Date Posted: July 26, 2011
Print Edition: July 8, 2011
By Paul Esau (The Cascade) – Email
Q: What’s more controversial than religion, same-sex marriage, or a vicious legal dispute?
A: A vicious legal dispute involving the religious implications of same-sex marriage.
This is an appropriately bad joke for an equally ugly trial. A couple weeks ago on June 16 the Supreme Court of Canada refused to hear the appeal of four dissenting Anglican churches to an earlier decision, putting an end to one of the more interesting court cases of the last decade. The defendant, the Diocese of New Westminster under Bishop Michael Ingham, was awarded the physical buildings of each of the four churches, along with court costs. The plaintiffs, including Abbotsford’s own St. Matthew’s Anglican Church, were left (supposedly) with the theological high ground… and no roof over their heads. After nearly a decade of conflict the legal battle may be over, but the war is going strong, and one has to wonder how it got so ugly. The question of homosexuality within Anglicanism is a convoluted one and will not be argued out here, but what of the church politics around it? What Christian principle exactly is invoked when four parishes launch a lawsuit against the greater church?
In a Protestant-minded community like Abbotsford, such action seems like overkill, yet that reflects an ignorance of the structure of authority within the Anglican Church. Within this structure, the Diocese of New Westminster administers and oversees the surrounding parishes, holding title to all major assets and negotiating theological issues. The Diocese itself technically answers to the greater Anglican Communion, but since the Anglican Church lacks the central authority of an infallible Pope figure, the decision-making process is more democratic than the Roman Catholic hierarchal structure. This system gives the Diocese a fair amount of theological and political freedom, while the individual parishes are more rigidly controlled. Breaking this control, as St. Matthews attempted to do, requires drastic action (such as a lawsuit).
Ironically enough, it seems that the Diocese itself faced little trouble breaking radical new ground for the greater Anglican Church. When the decisiona was made in 2003 to condone blessings for long-term, covenanted relationships of same-sex couples, it was apparently done with little official approval outside the immediate diocese. As The Winsor Report of 2004 states (requested by the Archbishop of Canterbury to study the issue of homosexuality within the context of Anglicanism), “neither […], nor the Diocese of New Westminster, in deciding and acting as they did in 2003, went through the procedures which might have made it possible for the church to hold together across differences of belief and practice.”
There are several terms used within Anglicanism to define the power of the individual Diocese. The first is the policy of “Subsidiary,” which encourages that local Church issues be solved as close to the local level as possible. The second is that of “Adiaphora,” or “things that do not make a difference,” allowing a certain level of cultural and theological diversity between Dioceses as long as those differences don’t threaten core beliefs. Yet a Diocese is never fully independent, it practices “autonomy-in-relation” to the greater Anglican Church, and is still subject to outside authority. It appears (as suggested in The Windsor Report) that the Diocese of New Westminster considered the same-sex blessing decision to be Adiaphora and therefore made the decision to allow it at the Subsidiary level, while much of the rest of the Anglican Church disagreed.
So we have a situation where an individual parish has been punished strictly for a theological disagreement with a single Diocese, while the Diocese itself has in the past made a major theological deviation from accepted doctrine with nary a consequence (save deepening the schism between those already divided by the issue of homosexuality). It is hardly surprising that the Diocese won the court case considering the Canadian Court System does not accept theological arguments and the Diocese holds all the correct documents, but one has to wonder if four specialized buildings, empty of congregants and dripping with bad blood, are worth the potential cost.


• [ASSIGNMENT]: From the line that contains "List all visible" to the final line below, both included, print each line exactly and skip the pictures.

• [LISTED RECORDS]:
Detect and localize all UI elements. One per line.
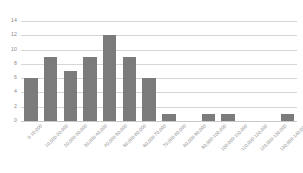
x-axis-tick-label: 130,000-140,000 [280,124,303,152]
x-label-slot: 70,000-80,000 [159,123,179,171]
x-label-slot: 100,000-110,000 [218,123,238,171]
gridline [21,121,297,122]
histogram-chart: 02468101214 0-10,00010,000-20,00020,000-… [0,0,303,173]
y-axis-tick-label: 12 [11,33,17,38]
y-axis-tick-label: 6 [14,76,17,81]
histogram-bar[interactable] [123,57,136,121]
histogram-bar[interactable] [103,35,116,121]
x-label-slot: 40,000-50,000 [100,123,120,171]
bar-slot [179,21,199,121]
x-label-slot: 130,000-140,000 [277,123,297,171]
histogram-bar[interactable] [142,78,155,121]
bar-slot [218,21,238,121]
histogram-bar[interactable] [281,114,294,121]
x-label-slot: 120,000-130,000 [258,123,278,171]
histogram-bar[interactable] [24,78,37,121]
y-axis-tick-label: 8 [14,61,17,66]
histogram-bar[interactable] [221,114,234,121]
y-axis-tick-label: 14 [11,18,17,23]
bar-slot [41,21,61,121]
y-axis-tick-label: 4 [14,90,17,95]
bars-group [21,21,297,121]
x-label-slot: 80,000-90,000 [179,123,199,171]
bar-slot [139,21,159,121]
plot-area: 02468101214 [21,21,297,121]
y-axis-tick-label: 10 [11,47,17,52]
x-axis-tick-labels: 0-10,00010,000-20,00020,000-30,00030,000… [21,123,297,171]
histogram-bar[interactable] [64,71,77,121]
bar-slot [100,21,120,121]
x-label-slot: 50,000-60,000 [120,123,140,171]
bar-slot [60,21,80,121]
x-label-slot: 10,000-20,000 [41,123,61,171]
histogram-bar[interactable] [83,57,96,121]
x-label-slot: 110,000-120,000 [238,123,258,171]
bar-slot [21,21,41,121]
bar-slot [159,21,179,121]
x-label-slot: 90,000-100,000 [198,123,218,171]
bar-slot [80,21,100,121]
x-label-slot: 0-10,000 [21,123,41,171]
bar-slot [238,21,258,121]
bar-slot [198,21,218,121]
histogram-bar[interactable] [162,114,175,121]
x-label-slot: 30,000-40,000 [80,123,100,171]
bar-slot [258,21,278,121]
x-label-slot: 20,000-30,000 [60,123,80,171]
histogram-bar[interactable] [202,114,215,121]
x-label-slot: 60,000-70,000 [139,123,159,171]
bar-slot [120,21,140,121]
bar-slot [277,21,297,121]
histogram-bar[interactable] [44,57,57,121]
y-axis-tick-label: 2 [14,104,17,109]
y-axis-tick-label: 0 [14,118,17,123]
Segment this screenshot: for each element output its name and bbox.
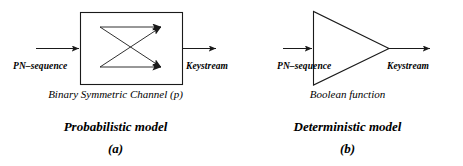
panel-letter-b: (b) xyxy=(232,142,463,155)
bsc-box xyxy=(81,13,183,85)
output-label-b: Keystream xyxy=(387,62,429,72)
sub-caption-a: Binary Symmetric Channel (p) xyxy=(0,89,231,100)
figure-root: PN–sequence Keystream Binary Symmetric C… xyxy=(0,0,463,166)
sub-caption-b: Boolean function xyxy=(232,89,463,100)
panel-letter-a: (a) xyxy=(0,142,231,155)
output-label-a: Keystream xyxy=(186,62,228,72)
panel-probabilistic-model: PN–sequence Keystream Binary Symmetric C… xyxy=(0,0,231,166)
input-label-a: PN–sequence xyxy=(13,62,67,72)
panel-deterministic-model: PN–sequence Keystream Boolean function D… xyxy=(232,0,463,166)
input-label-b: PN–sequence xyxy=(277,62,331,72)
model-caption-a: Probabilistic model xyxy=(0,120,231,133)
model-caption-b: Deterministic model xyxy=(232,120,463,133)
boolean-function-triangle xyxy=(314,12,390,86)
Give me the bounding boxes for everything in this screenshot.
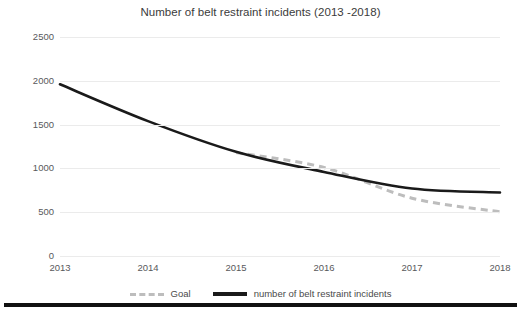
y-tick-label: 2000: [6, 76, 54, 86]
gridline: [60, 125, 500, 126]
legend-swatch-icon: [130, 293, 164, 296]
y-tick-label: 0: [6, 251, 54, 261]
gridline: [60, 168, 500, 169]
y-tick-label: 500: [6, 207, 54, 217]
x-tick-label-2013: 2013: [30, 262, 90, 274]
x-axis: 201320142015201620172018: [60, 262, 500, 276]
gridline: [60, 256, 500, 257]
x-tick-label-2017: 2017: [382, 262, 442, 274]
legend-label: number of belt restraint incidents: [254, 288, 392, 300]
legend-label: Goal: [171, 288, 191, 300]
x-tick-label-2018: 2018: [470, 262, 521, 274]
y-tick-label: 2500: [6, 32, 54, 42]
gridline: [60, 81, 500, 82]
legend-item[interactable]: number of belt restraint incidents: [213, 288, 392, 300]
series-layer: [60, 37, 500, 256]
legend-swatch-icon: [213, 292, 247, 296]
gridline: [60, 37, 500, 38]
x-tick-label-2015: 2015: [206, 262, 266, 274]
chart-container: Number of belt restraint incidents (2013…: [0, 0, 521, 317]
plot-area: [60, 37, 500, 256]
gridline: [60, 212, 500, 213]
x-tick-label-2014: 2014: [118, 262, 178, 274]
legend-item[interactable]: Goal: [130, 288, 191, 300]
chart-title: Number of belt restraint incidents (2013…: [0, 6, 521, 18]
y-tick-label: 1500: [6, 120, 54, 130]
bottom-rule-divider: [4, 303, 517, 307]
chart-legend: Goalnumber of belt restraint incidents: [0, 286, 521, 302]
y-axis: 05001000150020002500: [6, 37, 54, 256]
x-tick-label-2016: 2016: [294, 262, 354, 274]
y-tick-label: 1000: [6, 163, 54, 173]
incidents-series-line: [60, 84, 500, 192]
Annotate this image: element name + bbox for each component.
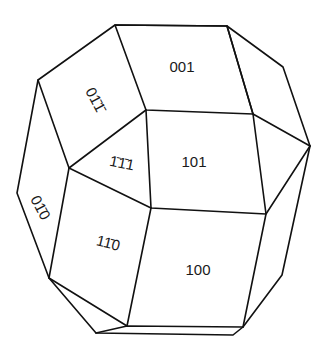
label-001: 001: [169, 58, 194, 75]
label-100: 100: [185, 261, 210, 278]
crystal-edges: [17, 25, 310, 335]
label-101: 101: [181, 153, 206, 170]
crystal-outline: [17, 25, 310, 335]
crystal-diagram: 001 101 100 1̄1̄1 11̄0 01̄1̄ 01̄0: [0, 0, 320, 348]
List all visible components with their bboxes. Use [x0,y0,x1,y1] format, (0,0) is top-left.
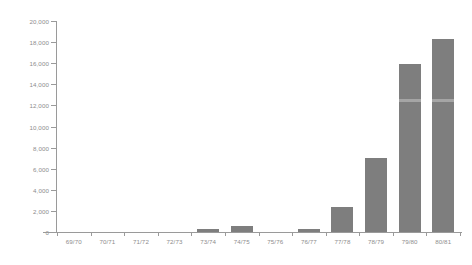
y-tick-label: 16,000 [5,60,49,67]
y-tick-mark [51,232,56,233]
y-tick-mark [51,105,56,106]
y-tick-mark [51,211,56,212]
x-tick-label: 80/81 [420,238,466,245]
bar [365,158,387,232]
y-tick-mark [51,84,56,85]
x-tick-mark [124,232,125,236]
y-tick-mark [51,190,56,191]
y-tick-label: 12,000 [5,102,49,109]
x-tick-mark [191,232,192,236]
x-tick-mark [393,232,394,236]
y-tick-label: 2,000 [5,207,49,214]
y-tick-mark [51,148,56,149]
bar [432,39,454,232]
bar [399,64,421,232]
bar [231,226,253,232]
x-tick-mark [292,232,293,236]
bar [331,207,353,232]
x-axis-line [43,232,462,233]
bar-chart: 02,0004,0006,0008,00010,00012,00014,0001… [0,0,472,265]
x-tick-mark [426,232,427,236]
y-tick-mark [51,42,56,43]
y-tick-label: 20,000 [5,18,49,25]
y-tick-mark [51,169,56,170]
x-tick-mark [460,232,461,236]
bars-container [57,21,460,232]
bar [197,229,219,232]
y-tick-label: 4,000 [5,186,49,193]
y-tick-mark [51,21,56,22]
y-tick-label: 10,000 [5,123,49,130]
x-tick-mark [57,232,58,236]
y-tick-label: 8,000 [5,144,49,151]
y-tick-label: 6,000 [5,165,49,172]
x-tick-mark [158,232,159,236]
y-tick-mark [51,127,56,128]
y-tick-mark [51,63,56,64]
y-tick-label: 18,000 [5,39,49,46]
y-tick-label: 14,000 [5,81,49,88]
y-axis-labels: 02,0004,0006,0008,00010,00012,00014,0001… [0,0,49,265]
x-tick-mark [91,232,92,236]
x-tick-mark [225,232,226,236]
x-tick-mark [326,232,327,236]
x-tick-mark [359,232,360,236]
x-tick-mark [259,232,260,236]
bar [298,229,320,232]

• [OUTPUT FOR THIS TASK]:
List all visible components with their bboxes. Use [x0,y0,x1,y1] format, (0,0) is top-left.
y-tick-label: 16,000 [5,60,49,67]
y-tick-mark [51,232,56,233]
y-tick-mark [51,105,56,106]
y-tick-mark [51,211,56,212]
x-tick-label: 80/81 [420,238,466,245]
bar [365,158,387,232]
y-tick-mark [51,84,56,85]
x-tick-mark [124,232,125,236]
y-tick-mark [51,190,56,191]
y-tick-label: 12,000 [5,102,49,109]
x-tick-mark [191,232,192,236]
x-tick-mark [393,232,394,236]
y-tick-label: 2,000 [5,207,49,214]
y-tick-mark [51,148,56,149]
bar [432,39,454,232]
bar [399,64,421,232]
bar [231,226,253,232]
x-tick-mark [292,232,293,236]
bar [331,207,353,232]
x-axis-line [43,232,462,233]
bar-chart: 02,0004,0006,0008,00010,00012,00014,0001… [0,0,472,265]
x-tick-mark [426,232,427,236]
y-tick-mark [51,42,56,43]
y-tick-label: 20,000 [5,18,49,25]
y-tick-mark [51,169,56,170]
x-tick-mark [460,232,461,236]
bars-container [57,21,460,232]
bar [197,229,219,232]
y-tick-label: 4,000 [5,186,49,193]
y-tick-mark [51,21,56,22]
y-tick-label: 10,000 [5,123,49,130]
x-tick-mark [57,232,58,236]
y-tick-label: 8,000 [5,144,49,151]
y-tick-label: 6,000 [5,165,49,172]
x-tick-mark [158,232,159,236]
y-tick-mark [51,127,56,128]
y-tick-mark [51,63,56,64]
y-tick-label: 18,000 [5,39,49,46]
y-tick-label: 14,000 [5,81,49,88]
y-axis-labels: 02,0004,0006,0008,00010,00012,00014,0001… [0,0,49,265]
x-tick-mark [91,232,92,236]
x-tick-mark [225,232,226,236]
x-tick-mark [326,232,327,236]
x-tick-mark [359,232,360,236]
x-tick-mark [259,232,260,236]
bar [298,229,320,232]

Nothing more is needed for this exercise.